The SEC is crowning itself at the Super Bowl, since it missed the CFP national title again

The SEC may not have participated in the national title for a second-straight year, but that's not stopping the conference from crowning themselves.

2024 SEC Championship - Georgia v Texas
2024 SEC Championship - Georgia v Texas | Butch Dill/GettyImages

The SEC might have sat out of the national championship spotlight for the second straight year, but you wouldn’t know it by the way they’re strutting their stuff down in New Orleans.

With Super Bowl LIX on the horizon this weekend, the conference is taking a victory lap of its own, plastering a billboard right outside Caesars Superdome to remind everyone just how many of its players are suiting up for the big game.

It’s a bold move for a conference that’s been noticeably absent from the College Football Playoff’s final game recently. But SEC Commissioner Greg Sankey isn’t letting that slow him down. In fact, he’s already out there campaigning for a change in the CFP seeding process—because, of course, the system must be flawed if the SEC isn’t dominating, right?

Conveniently, any tweaks to the seeding format would just happen to give the SEC a better shot at reclaiming that top spot.

But back to that billboard. It’s impossible to miss: a giant shoutout to the SEC being the Power-5 conference with the most NFL players. With 33 former SEC stars hitting the field for Super Bowl LIX, including Jalen Hurts making his second appearance, the message is loud and clear: We may not have a national title, but look at us now. It’s the kind of self-congratulation that would make even the most die-hard SEC fans raise an eyebrow.

Sure, Kansas City’s been running the NFL with back-to-back Super Bowl wins, and if they snag a third, it’ll be historic. But if Hurts — the former Alabama QB — leads the Eagles to victory, you can bet the SEC will be quick to slap its name all over that win, too.

At the end of the day, it’s classic SEC—loud, proud, and always ready to remind you why they think they’re the best, even when the scoreboard doesn’t back it up.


# Task objective
Find how many lines in the data below include the word "Rascunhos", then write only that number.

# Data under study

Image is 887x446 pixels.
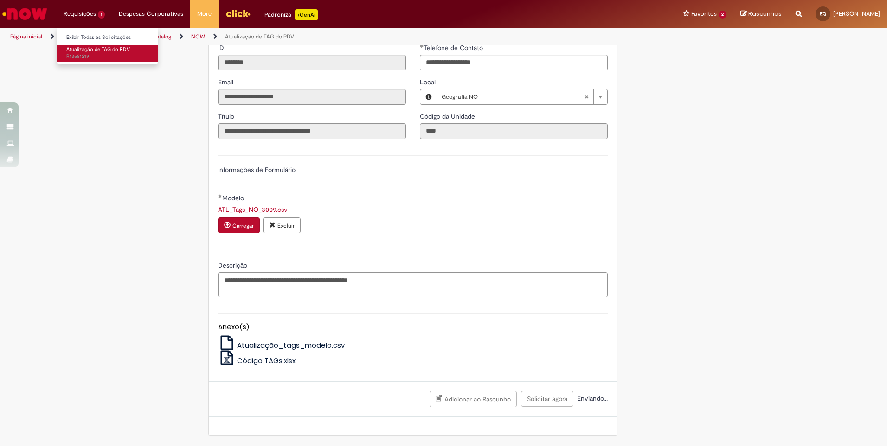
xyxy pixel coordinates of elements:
span: Enviando... [575,394,607,403]
span: Rascunhos [748,9,781,18]
a: Rascunhos [740,10,781,19]
span: Obrigatório Preenchido [420,44,424,48]
span: 2 [718,11,726,19]
p: +GenAi [295,9,318,20]
input: Título [218,123,406,139]
span: Somente leitura - Email [218,78,235,86]
ul: Requisições [57,28,158,64]
span: EQ [819,11,826,17]
label: Informações de Formulário [218,166,295,174]
input: Código da Unidade [420,123,607,139]
input: ID [218,55,406,70]
span: Código TAGs.xlsx [237,356,295,365]
span: Obrigatório Preenchido [218,194,222,198]
div: Padroniza [264,9,318,20]
span: Descrição [218,261,249,269]
a: Página inicial [10,33,42,40]
small: Carregar [232,222,254,230]
span: Modelo [222,194,246,202]
button: Excluir anexo ATL_Tags_NO_3009.csv [263,217,300,233]
span: Requisições [64,9,96,19]
a: Exibir Todas as Solicitações [57,32,159,43]
span: R13581219 [66,53,150,60]
a: Download de ATL_Tags_NO_3009.csv [218,205,288,214]
h5: Anexo(s) [218,323,607,331]
span: Geografia NO [441,89,584,104]
span: Telefone de Contato [424,44,485,52]
label: Somente leitura - Email [218,77,235,87]
label: Somente leitura - ID [218,43,226,52]
span: Local [420,78,437,86]
small: Excluir [277,222,294,230]
label: Somente leitura - Código da Unidade [420,112,477,121]
a: Atualização_tags_modelo.csv [218,340,345,350]
span: [PERSON_NAME] [833,10,880,18]
span: More [197,9,211,19]
span: Atualização de TAG do PDV [66,46,130,53]
span: Atualização_tags_modelo.csv [237,340,345,350]
label: Somente leitura - Título [218,112,236,121]
img: ServiceNow [1,5,49,23]
button: Local, Visualizar este registro Geografia NO [420,89,437,104]
span: 1 [98,11,105,19]
input: Email [218,89,406,105]
input: Telefone de Contato [420,55,607,70]
span: Somente leitura - ID [218,44,226,52]
textarea: Descrição [218,272,607,297]
a: Aberto R13581219 : Atualização de TAG do PDV [57,45,159,62]
a: Atualização de TAG do PDV [225,33,294,40]
abbr: Limpar campo Local [579,89,593,104]
a: Código TAGs.xlsx [218,356,296,365]
img: click_logo_yellow_360x200.png [225,6,250,20]
ul: Trilhas de página [7,28,584,45]
a: NOW [191,33,205,40]
span: Favoritos [691,9,716,19]
button: Carregar anexo de Modelo Required [218,217,260,233]
a: Geografia NOLimpar campo Local [437,89,607,104]
span: Despesas Corporativas [119,9,183,19]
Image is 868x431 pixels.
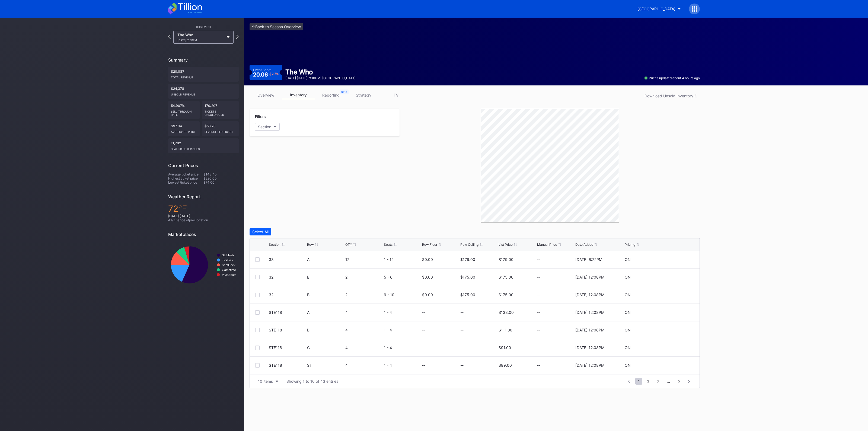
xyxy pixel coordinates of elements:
[537,274,574,279] div: --
[625,363,631,368] div: ON
[625,274,631,279] div: ON
[654,378,661,384] span: 3
[384,257,421,262] div: 1 - 12
[222,263,235,267] text: SeatGeek
[345,345,382,350] div: 4
[537,345,574,350] div: --
[422,274,433,279] div: $0.00
[345,292,382,297] div: 2
[499,310,514,314] div: $133.00
[269,292,305,297] div: 32
[645,378,652,384] span: 2
[460,242,478,246] div: Row Ceiling
[625,310,631,314] div: ON
[168,84,239,99] div: $24,378
[537,363,574,368] div: --
[575,363,604,368] div: [DATE] 12:08PM
[642,92,700,99] button: Download Unsold Inventory
[171,145,236,150] div: seat price changes
[285,76,355,80] div: [DATE] [DATE] 7:30PM | [GEOGRAPHIC_DATA]
[633,4,685,14] button: [GEOGRAPHIC_DATA]
[460,274,475,279] div: $175.00
[202,121,239,136] div: $53.28
[249,23,303,30] a: <-Back to Season Overview
[168,57,239,63] div: Summary
[269,257,305,262] div: 38
[203,180,239,185] div: $74.00
[460,257,475,262] div: $179.00
[249,91,282,99] a: overview
[168,163,239,168] div: Current Prices
[171,90,236,96] div: Unsold Revenue
[499,345,511,350] div: $91.00
[307,363,344,368] div: ST
[575,257,602,262] div: [DATE] 6:22PM
[345,363,382,368] div: 4
[269,242,281,246] div: Section
[168,194,239,199] div: Weather Report
[222,254,234,257] text: StubHub
[460,310,464,314] div: --
[575,328,604,332] div: [DATE] 12:08PM
[168,241,239,288] svg: Chart title
[499,328,513,332] div: $111.00
[380,91,412,99] a: TV
[384,328,421,332] div: 1 - 4
[575,345,604,350] div: [DATE] 12:08PM
[255,114,394,119] div: Filters
[384,345,421,350] div: 1 - 4
[345,328,382,332] div: 4
[499,363,512,368] div: $89.00
[203,176,239,180] div: $290.00
[422,363,426,368] div: --
[625,292,631,297] div: ON
[168,121,200,136] div: $97.04
[171,108,197,116] div: Sell Through Rate
[222,273,236,276] text: VividSeats
[168,172,203,176] div: Average ticket price
[222,268,236,272] text: Gametime
[285,68,355,76] div: The Who
[537,242,557,246] div: Manual Price
[645,76,700,80] div: Prices updated about 4 hours ago
[286,379,338,383] div: Showing 1 to 10 of 43 entries
[168,101,200,119] div: 54.907%
[204,128,236,134] div: Revenue per ticket
[168,218,239,222] div: 4 % chance of precipitation
[345,242,352,246] div: QTY
[177,33,224,42] div: The Who
[345,310,382,314] div: 4
[460,328,464,332] div: --
[625,345,631,350] div: ON
[460,345,464,350] div: --
[384,274,421,279] div: 5 - 6
[255,123,280,131] button: Section
[575,274,604,279] div: [DATE] 12:08PM
[168,138,239,153] div: 11,782
[168,67,239,81] div: $20,087
[384,310,421,314] div: 1 - 4
[253,68,272,72] div: Event Score
[269,310,305,314] div: STE118
[384,242,392,246] div: Seats
[258,125,271,129] div: Section
[171,74,236,79] div: Total Revenue
[537,257,574,262] div: --
[675,378,683,384] span: 5
[255,377,281,385] button: 10 items
[625,257,631,262] div: ON
[384,363,421,368] div: 1 - 4
[537,310,574,314] div: --
[625,328,631,332] div: ON
[204,108,236,116] div: Tickets Unsold/Sold
[203,172,239,176] div: $143.40
[625,242,635,246] div: Pricing
[645,94,697,98] div: Download Unsold Inventory
[168,176,203,180] div: Highest ticket price
[537,328,574,332] div: --
[307,274,344,279] div: B
[637,7,675,11] div: [GEOGRAPHIC_DATA]
[168,203,239,214] div: 72
[269,274,305,279] div: 32
[575,310,604,314] div: [DATE] 12:08PM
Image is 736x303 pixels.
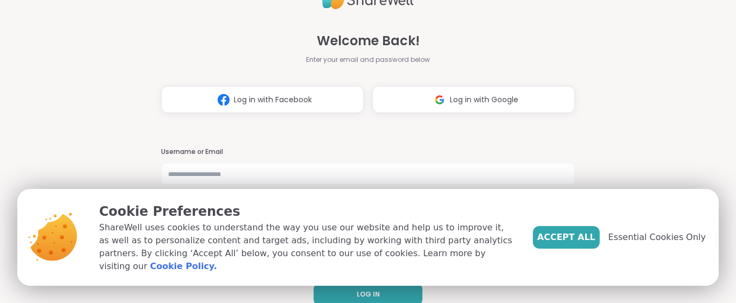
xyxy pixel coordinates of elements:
[533,226,600,249] button: Accept All
[99,222,516,273] p: ShareWell uses cookies to understand the way you use our website and help us to improve it, as we...
[430,90,450,110] img: ShareWell Logomark
[150,260,217,273] a: Cookie Policy.
[99,202,516,222] p: Cookie Preferences
[317,31,420,51] span: Welcome Back!
[450,94,518,106] span: Log in with Google
[306,55,430,65] span: Enter your email and password below
[608,231,706,244] span: Essential Cookies Only
[161,86,364,113] button: Log in with Facebook
[372,86,575,113] button: Log in with Google
[537,231,596,244] span: Accept All
[213,90,234,110] img: ShareWell Logomark
[161,148,575,157] h3: Username or Email
[357,290,380,300] span: LOG IN
[234,94,312,106] span: Log in with Facebook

# Written solution
2